On Tue, Sep 9, 2008 at 8:27 PM, Ilmari Karonen <nospam(a)vyznev.net> wrote:
I think the next step, after the log comparison test
we both suggested,
would be to set $wgLogo to a protocol-relative URL. A missing logo
wouldn't actually break anything, but you _bet_ people would notice it.
Now that's a simple, elegant, effective idea. It would require almost
no effort, hurt no one, and give immediate feedback. The only catch
with this, as with other image-based proposals, is that a client that
doesn't support images (as well as, in the case of the logo, CSS)

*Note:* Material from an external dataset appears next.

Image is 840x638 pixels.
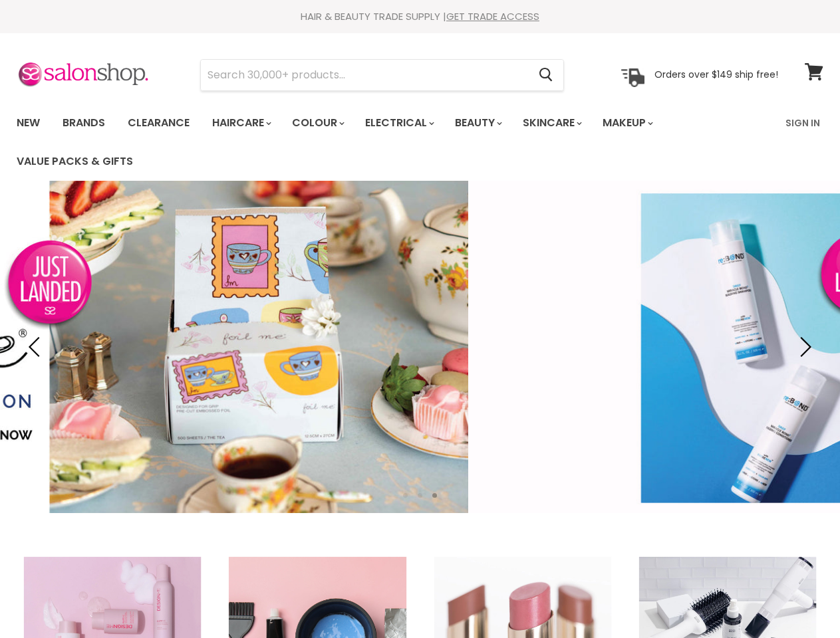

won't be picked up. But I don't see much help for that. There are
few enough of those anyway. lynx does support them, I just checked.
One interesting catch, though, that I just noticed when testing. What
happens when someone downloads the HTML to their hard drive and views
it locally? lynx assumes FTP as the protocol, which is completely
wrong. Firefox, Opera, Konqueror, and Chrome all try to use the
*file://* protocol -- which is absolutely reasonable but absolutely
terrible for us.
So this means that anyone who tries to save a Wikipedia page using
protocol-relative URLs to their hard drive will find that all the
relevant links are broken. This is, obviously, not a good thing. I
can't see any conceivable workaround, and if there is none I don't see
any way we (or anyone) can use protocol-relative URLs. Being able to
save web pages locally is pretty basic and important functionality
that a lot of people must be relying on.